Congress this week confronts a dilemma none of us ever wants to face, a choice between two distasteful, unpopular and potentially ruinous courses. The House of Representatives on Monday took the riskiest and we believe the unwisest course when a majority defeated the Bush administration’s $700 billion bailout of troubled banks. It will have another chance tomorrow, and all of us should pray that courage prevails.
It is worth noting that Arkansas’ delegation in the House, a Republican and three Democrats, voted for the package and in a remarkable show of unity issued a joint statement. When has that ever happened?
No one can be even vaguely confident that the bailout will work — that is, that it will restore enough liquidity in the banking system to break up the thrombosis in the credit market. If it doesn’t, we are headed for deep trouble indeed, all of us. Without credit, the American economy will grind to a standstill and so perhaps will the major economies of the world, which have absorbed part of our bad debts. We have had global recessions before, and two global depressions, and we do not want to go there.

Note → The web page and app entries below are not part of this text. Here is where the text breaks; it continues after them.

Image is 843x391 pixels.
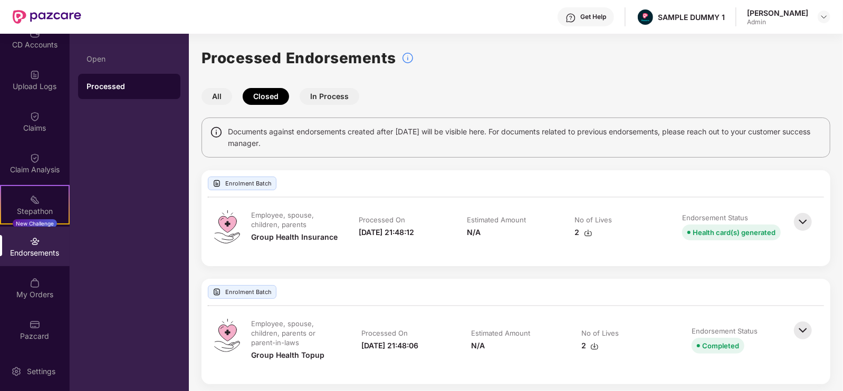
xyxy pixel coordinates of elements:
[24,366,59,377] div: Settings
[208,177,276,190] div: Enrolment Batch
[1,206,69,217] div: Stepathon
[361,340,418,352] div: [DATE] 21:48:06
[747,18,808,26] div: Admin
[467,215,526,225] div: Estimated Amount
[682,213,748,223] div: Endorsement Status
[590,342,599,351] img: svg+xml;base64,PHN2ZyBpZD0iRG93bmxvYWQtMzJ4MzIiIHhtbG5zPSJodHRwOi8vd3d3LnczLm9yZy8yMDAwL3N2ZyIgd2...
[581,329,619,338] div: No of Lives
[243,88,289,105] button: Closed
[30,111,40,122] img: svg+xml;base64,PHN2ZyBpZD0iQ2xhaW0iIHhtbG5zPSJodHRwOi8vd3d3LnczLm9yZy8yMDAwL3N2ZyIgd2lkdGg9IjIwIi...
[13,10,81,24] img: New Pazcare Logo
[86,55,172,63] div: Open
[658,12,725,22] div: SAMPLE DUMMY 1
[565,13,576,23] img: svg+xml;base64,PHN2ZyBpZD0iSGVscC0zMngzMiIgeG1sbnM9Imh0dHA6Ly93d3cudzMub3JnLzIwMDAvc3ZnIiB3aWR0aD...
[13,219,57,228] div: New Challenge
[580,13,606,21] div: Get Help
[213,179,221,188] img: svg+xml;base64,PHN2ZyBpZD0iVXBsb2FkX0xvZ3MiIGRhdGEtbmFtZT0iVXBsb2FkIExvZ3MiIHhtbG5zPSJodHRwOi8vd3...
[30,320,40,330] img: svg+xml;base64,PHN2ZyBpZD0iUGF6Y2FyZCIgeG1sbnM9Imh0dHA6Ly93d3cudzMub3JnLzIwMDAvc3ZnIiB3aWR0aD0iMj...
[210,126,223,139] img: svg+xml;base64,PHN2ZyBpZD0iSW5mbyIgeG1sbnM9Imh0dHA6Ly93d3cudzMub3JnLzIwMDAvc3ZnIiB3aWR0aD0iMTQiIG...
[30,70,40,80] img: svg+xml;base64,PHN2ZyBpZD0iVXBsb2FkX0xvZ3MiIGRhdGEtbmFtZT0iVXBsb2FkIExvZ3MiIHhtbG5zPSJodHRwOi8vd3...
[791,210,814,234] img: svg+xml;base64,PHN2ZyBpZD0iQmFjay0zMngzMiIgeG1sbnM9Imh0dHA6Ly93d3cudzMub3JnLzIwMDAvc3ZnIiB3aWR0aD...
[401,52,414,64] img: svg+xml;base64,PHN2ZyBpZD0iSW5mb18tXzMyeDMyIiBkYXRhLW5hbWU9IkluZm8gLSAzMngzMiIgeG1sbnM9Imh0dHA6Ly...
[251,231,337,243] div: Group Health Insurance
[30,236,40,247] img: svg+xml;base64,PHN2ZyBpZD0iRW5kb3JzZW1lbnRzIiB4bWxucz0iaHR0cDovL3d3dy53My5vcmcvMjAwMC9zdmciIHdpZH...
[30,153,40,163] img: svg+xml;base64,PHN2ZyBpZD0iQ2xhaW0iIHhtbG5zPSJodHRwOi8vd3d3LnczLm9yZy8yMDAwL3N2ZyIgd2lkdGg9IjIwIi...
[361,329,408,338] div: Processed On
[575,215,612,225] div: No of Lives
[251,319,338,348] div: Employee, spouse, children, parents or parent-in-laws
[251,350,324,361] div: Group Health Topup
[467,227,480,238] div: N/A
[575,227,592,238] div: 2
[30,278,40,288] img: svg+xml;base64,PHN2ZyBpZD0iTXlfT3JkZXJzIiBkYXRhLW5hbWU9Ik15IE9yZGVycyIgeG1sbnM9Imh0dHA6Ly93d3cudz...
[201,46,396,70] h1: Processed Endorsements
[471,340,485,352] div: N/A
[584,229,592,237] img: svg+xml;base64,PHN2ZyBpZD0iRG93bmxvYWQtMzJ4MzIiIHhtbG5zPSJodHRwOi8vd3d3LnczLm9yZy8yMDAwL3N2ZyIgd2...
[11,366,22,377] img: svg+xml;base64,PHN2ZyBpZD0iU2V0dGluZy0yMHgyMCIgeG1sbnM9Imh0dHA6Ly93d3cudzMub3JnLzIwMDAvc3ZnIiB3aW...
[692,227,775,238] div: Health card(s) generated
[791,319,814,342] img: svg+xml;base64,PHN2ZyBpZD0iQmFjay0zMngzMiIgeG1sbnM9Imh0dHA6Ly93d3cudzMub3JnLzIwMDAvc3ZnIiB3aWR0aD...
[819,13,828,21] img: svg+xml;base64,PHN2ZyBpZD0iRHJvcGRvd24tMzJ4MzIiIHhtbG5zPSJodHRwOi8vd3d3LnczLm9yZy8yMDAwL3N2ZyIgd2...
[228,126,822,149] span: Documents against endorsements created after [DATE] will be visible here. For documents related t...
[251,210,336,229] div: Employee, spouse, children, parents
[581,340,599,352] div: 2
[208,285,276,299] div: Enrolment Batch
[300,88,359,105] button: In Process
[359,227,414,238] div: [DATE] 21:48:12
[213,288,221,296] img: svg+xml;base64,PHN2ZyBpZD0iVXBsb2FkX0xvZ3MiIGRhdGEtbmFtZT0iVXBsb2FkIExvZ3MiIHhtbG5zPSJodHRwOi8vd3...
[747,8,808,18] div: [PERSON_NAME]
[359,215,406,225] div: Processed On
[638,9,653,25] img: Pazcare_Alternative_logo-01-01.png
[471,329,530,338] div: Estimated Amount
[702,340,739,352] div: Completed
[214,319,240,352] img: svg+xml;base64,PHN2ZyB4bWxucz0iaHR0cDovL3d3dy53My5vcmcvMjAwMC9zdmciIHdpZHRoPSI0OS4zMiIgaGVpZ2h0PS...
[86,81,172,92] div: Processed
[691,326,757,336] div: Endorsement Status
[214,210,240,244] img: svg+xml;base64,PHN2ZyB4bWxucz0iaHR0cDovL3d3dy53My5vcmcvMjAwMC9zdmciIHdpZHRoPSI0OS4zMiIgaGVpZ2h0PS...
[30,195,40,205] img: svg+xml;base64,PHN2ZyB4bWxucz0iaHR0cDovL3d3dy53My5vcmcvMjAwMC9zdmciIHdpZHRoPSIyMSIgaGVpZ2h0PSIyMC...
[201,88,232,105] button: All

So a vote for the bailout is a huge political risk for members of Congress who are running for re-election in five weeks. All of us, conservative and liberal alike, have a not wholly irrational horror of using our tax dollars to rescue men and institutions whose greed and carelessness put the country in such peril. The politically safer course is to vote no and hope that the disorder does not visibly worsen by Nov. 4, election day. Every member of Sen. John McCain’s home-state delegation and nearly all from George W. Bush’s Texas took the safer route and voted against their leaders.
For once we are convinced that we elect sturdier sorts in Arkansas. Their constituents are no happier about a financial bailout than Texans and Arizonans, although it doubtless helps that none of the four here has a serious race on his hands.
Whatever the chances are that the massive government purchase of bad debts will work, they are odds that any patriotic lawmaker ought to take. If the chances were only one in three that credit would be unlocked, it would be worth the risk. Who, after all, would thoughtfully choose the odds for a global depression?